Opening: Friday 26 September, 6pm – 8pm
Landscapes of Hope is a two-person show of works by Rachael Champion and Susie Olczak, curated by Becca Pelly-Fry. Both artists transmit ideas of local hopefulness in the context of the widespread climate challenges we all face, through stories of adaptation. Olczak’s recent research in Latin America considers local rituals and routines of life as the foundations for making engaging stories in extreme environments. Champion’s work addresses the corporeality of the materials we extract, transform and consume, and how these actions affect the physical characteristics of landscapes and ecosystems.

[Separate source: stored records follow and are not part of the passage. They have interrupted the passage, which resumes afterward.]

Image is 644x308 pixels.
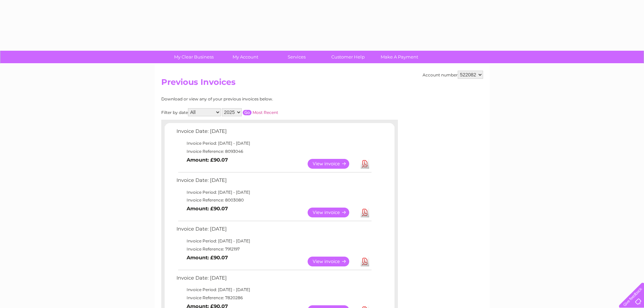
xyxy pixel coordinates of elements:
[175,176,372,189] td: Invoice Date: [DATE]
[175,286,372,294] td: Invoice Period: [DATE] - [DATE]
[166,51,222,63] a: My Clear Business
[175,224,372,237] td: Invoice Date: [DATE]
[361,208,369,218] a: Download
[175,196,372,204] td: Invoice Reference: 8003080
[308,208,357,218] a: View
[253,110,278,115] a: Most Recent
[217,51,273,63] a: My Account
[187,206,228,212] b: Amount: £90.07
[361,159,369,169] a: Download
[308,159,357,169] a: View
[187,255,228,261] b: Amount: £90.07
[175,140,372,147] td: Invoice Period: [DATE] - [DATE]
[308,257,357,267] a: View
[161,97,339,101] div: Download or view any of your previous invoices below.
[161,108,339,117] div: Filter by date
[161,78,483,90] h2: Previous Invoices
[361,257,369,267] a: Download
[175,237,372,245] td: Invoice Period: [DATE] - [DATE]
[422,71,483,79] div: Account number
[372,51,427,63] a: Make A Payment
[175,294,372,302] td: Invoice Reference: 7820286
[187,157,228,163] b: Amount: £90.07
[175,245,372,253] td: Invoice Reference: 7912197
[269,51,325,63] a: Services
[320,51,376,63] a: Customer Help
[175,189,372,196] td: Invoice Period: [DATE] - [DATE]
[175,127,372,140] td: Invoice Date: [DATE]
[175,147,372,156] td: Invoice Reference: 8093046
[175,274,372,286] td: Invoice Date: [DATE]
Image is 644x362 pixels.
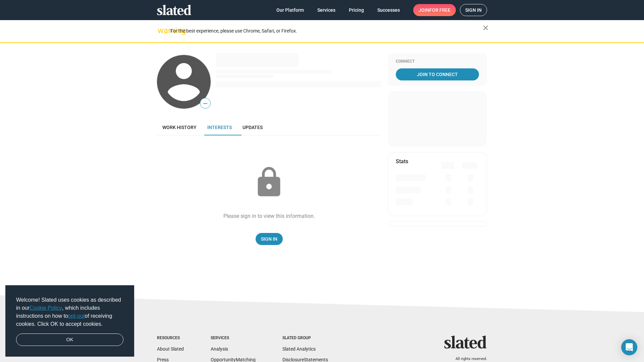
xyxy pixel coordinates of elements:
mat-icon: warning [158,27,166,35]
a: Sign in [460,4,487,16]
div: cookieconsent [5,285,134,357]
span: Welcome! Slated uses cookies as described in our , which includes instructions on how to of recei... [16,296,123,328]
a: Join To Connect [396,68,479,80]
span: Updates [243,124,263,130]
span: Services [317,4,336,16]
div: Slated Group [282,335,328,341]
mat-icon: close [482,24,490,32]
a: dismiss cookie message [16,334,123,346]
span: Successes [377,4,400,16]
div: Resources [157,335,184,341]
a: Successes [372,4,405,16]
a: Updates [237,120,268,135]
mat-card-title: Stats [396,158,408,165]
a: Joinfor free [413,4,456,16]
a: Pricing [344,4,369,16]
span: Pricing [349,4,364,16]
span: Join To Connect [397,68,478,80]
div: Connect [396,59,479,64]
a: Our Platform [271,4,309,16]
span: Work history [163,124,196,130]
a: About Slated [157,346,184,352]
div: Please sign in to view this information. [224,213,315,220]
a: Services [312,4,341,16]
a: Analysis [210,346,228,352]
span: Our Platform [276,4,304,16]
span: Join [419,4,450,16]
span: Sign in [465,4,482,16]
span: — [200,99,210,108]
a: Slated Analytics [282,346,315,352]
span: Sign In [261,233,277,245]
a: opt-out [68,313,85,319]
div: For the best experience, please use Chrome, Safari, or Firefox. [170,27,483,35]
span: for free [429,4,450,16]
a: Interests [202,120,237,135]
a: Sign In [256,233,283,245]
mat-icon: lock [252,166,286,199]
div: Services [210,335,256,341]
a: Work history [157,120,202,135]
div: Open Intercom Messenger [621,339,637,355]
a: Cookie Policy [29,305,62,311]
span: Interests [207,124,232,130]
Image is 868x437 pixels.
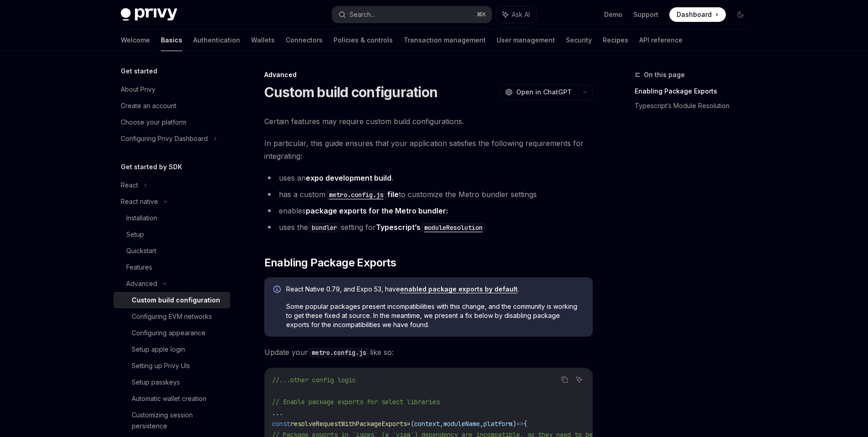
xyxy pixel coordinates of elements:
[265,205,593,217] li: enables
[444,420,480,427] span: moduleName
[114,374,230,390] a: Setup passkeys
[512,10,531,19] span: Ask AI
[132,295,220,306] div: Custom build configuration
[161,30,183,51] a: Basics
[265,84,438,100] h1: Custom build configuration
[401,285,518,294] a: enabled package exports by default
[480,420,484,427] span: ,
[126,278,158,289] div: Advanced
[644,69,685,80] span: On this page
[440,420,444,427] span: ,
[265,115,593,128] span: Certain features may require custom build configurations.
[126,212,158,224] div: Installation
[114,259,230,275] a: Features
[326,189,387,200] code: metro.config.js
[265,137,593,163] span: In particular, this guide ensures that your application satisfies the following requirements for ...
[132,311,212,322] div: Configuring EVM networks
[265,70,593,79] div: Advanced
[334,30,393,51] a: Policies & controls
[306,173,392,183] a: expo development build
[670,8,727,22] a: Dashboard
[251,30,275,51] a: Wallets
[308,347,370,358] code: metro.config.js
[265,187,593,201] li: has a custom to customize the Metro bundler settings
[265,345,593,359] span: Update your like so:
[114,114,230,130] a: Choose your platform
[516,420,524,427] span: =>
[114,308,230,325] a: Configuring EVM networks
[350,10,375,20] div: Search...
[114,390,230,406] a: Automatic wallet creation
[411,420,414,427] span: (
[120,66,158,76] h5: Get started
[308,223,341,232] code: bundler
[114,227,230,243] a: Setup
[272,398,440,405] span: // Enable package exports for select libraries
[120,84,156,95] div: About Privy
[114,358,230,374] a: Setting up Privy UIs
[272,408,283,417] span: ...
[603,30,629,51] a: Recipes
[326,189,399,199] a: metro.config.jsfile
[120,100,177,111] div: Create an account
[524,420,528,427] span: {
[733,8,749,22] button: Toggle dark mode
[132,409,225,431] div: Customizing session persistence
[193,30,240,51] a: Authentication
[126,262,152,273] div: Features
[132,393,206,404] div: Automatic wallet creation
[120,180,138,190] div: React
[272,376,356,384] span: //...other config logic
[407,420,411,427] span: =
[132,327,206,339] div: Configuring appearance
[414,420,440,427] span: context
[265,221,593,233] li: uses the setting for
[404,30,486,51] a: Transaction management
[265,171,593,185] li: uses an .
[286,285,584,294] span: React Native 0.79, and Expo 53, have .
[286,302,584,329] span: Some popular packages present incompatibilities with this change, and the community is working to...
[120,196,158,208] div: React native
[559,374,571,385] button: Copy the contents from the code block
[496,7,536,23] button: Ask AI
[333,7,492,23] button: Search...⌘K
[120,162,183,172] h5: Get started by SDK
[114,406,230,434] a: Customizing session persistence
[114,325,230,341] a: Configuring appearance
[265,255,397,270] span: Enabling Package Exports
[513,420,516,427] span: )
[114,243,230,259] a: Quickstart
[634,10,659,19] a: Support
[114,209,230,227] a: Installation
[114,292,230,308] a: Custom build configuration
[497,30,555,51] a: User management
[120,117,186,128] div: Choose your platform
[484,420,513,427] span: platform
[120,133,207,144] div: Configuring Privy Dashboard
[500,84,577,99] button: Open in ChatGPT
[132,344,185,355] div: Setup apple login
[273,286,283,295] svg: Info
[132,361,190,371] div: Setting up Privy UIs
[132,377,180,387] div: Setup passkeys
[677,10,712,19] span: Dashboard
[114,341,230,358] a: Setup apple login
[306,207,448,216] a: package exports for the Metro bundler:
[574,374,585,385] button: Ask AI
[421,223,487,232] code: moduleResolution
[286,30,323,51] a: Connectors
[114,98,230,114] a: Create an account
[114,81,230,98] a: About Privy
[120,9,178,21] img: dark logo
[120,30,150,51] a: Welcome
[635,98,755,113] a: Typescript’s Module Resolution
[477,11,487,18] span: ⌘ K
[126,229,144,240] div: Setup
[640,30,683,51] a: API reference
[291,420,407,427] span: resolveRequestWithPackageExports
[516,88,573,97] span: Open in ChatGPT
[635,84,755,98] a: Enabling Package Exports
[604,10,622,19] a: Demo
[126,246,157,256] div: Quickstart
[272,420,291,427] span: const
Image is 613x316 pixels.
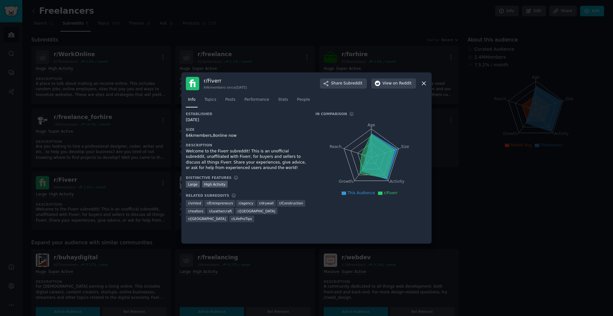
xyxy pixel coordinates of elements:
[390,179,405,184] tspan: Activity
[188,217,226,221] span: r/ [GEOGRAPHIC_DATA]
[186,127,307,132] h3: Size
[204,97,216,103] span: Topics
[331,81,362,87] span: Share
[393,81,412,87] span: on Reddit
[259,201,274,206] span: r/ drywall
[209,209,232,214] span: r/ Leathercraft
[186,149,307,171] div: Welcome to the Fiverr subreddit! This is an unofficial subreddit, unaffiliated with Fiverr, for b...
[371,79,416,89] button: Viewon Reddit
[207,201,233,206] span: r/ Entrepreneurs
[239,201,253,206] span: r/ agency
[202,181,228,188] div: High Activity
[339,179,353,184] tspan: Growth
[186,143,307,148] h3: Description
[223,95,238,108] a: Posts
[204,78,247,84] h3: r/ Fiverr
[344,81,362,87] span: Subreddit
[186,95,198,108] a: Info
[297,97,310,103] span: People
[186,112,307,116] h3: Established
[278,97,288,103] span: Stats
[242,95,271,108] a: Performance
[188,201,201,206] span: r/ vinted
[186,194,229,198] h3: Related Subreddits
[186,118,307,123] div: [DATE]
[316,112,347,116] h3: In Comparison
[188,209,203,214] span: r/ realtors
[186,181,200,188] div: Large
[368,123,375,127] tspan: Age
[186,176,232,180] h3: Distinctive Features
[225,97,235,103] span: Posts
[238,209,275,214] span: r/ [GEOGRAPHIC_DATA]
[202,95,218,108] a: Topics
[232,217,252,221] span: r/ LifeProTips
[279,201,303,206] span: r/ Construction
[244,97,269,103] span: Performance
[347,191,375,195] span: This Audience
[186,133,307,139] div: 64k members, 8 online now
[276,95,290,108] a: Stats
[401,144,409,149] tspan: Size
[186,77,199,90] img: Fiverr
[204,85,247,90] div: 64k members since [DATE]
[320,79,367,89] button: ShareSubreddit
[383,81,412,87] span: View
[384,191,398,195] span: r/Fiverr
[295,95,312,108] a: People
[188,97,195,103] span: Info
[330,144,342,149] tspan: Reach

Considering local storytelling, customs and rituals, the exhibition is a visual experiment in responding to landscape, exploring community resilience and adaptability. The exhibition was originally shown in Folkestone in a ‘borderland’ territory, both a coastal location and a frontier town facing Europe, following a research trip to Dungeness (one of the UK’s driest locations). Its second iteration in Gloucester offers a chance to connect with the other side of England (a much wetter part of the country).
The exhibition will celebrate Gloucestershire’s pioneering Arts and Health and Nature on Prescription services and consider the health implications of natural spaces (both green and watery). It asks pertinent questions about how the health benefits of these spaces might change as they become more precarious or extreme. Ideas of tending to a small patch of land or garden as a metaphor for care for the environment arose as a way to consider ideas of hopefulness, climate resilience and adaptation and small ways that everyone can contribute to climate resilience. Being attentive becomes an act of solidarity, of resistance and a method to learn to live with the other (both non-human and human) more harmoniously.
Landscapes of Hope offers ways of navigating the most pertinent and challenging issues of our time. Both artists are interested in overturning ideas of human supremacy, encouraging a return to nature-led intelligence and tending to the pockets of hope that exist within hostile conditions.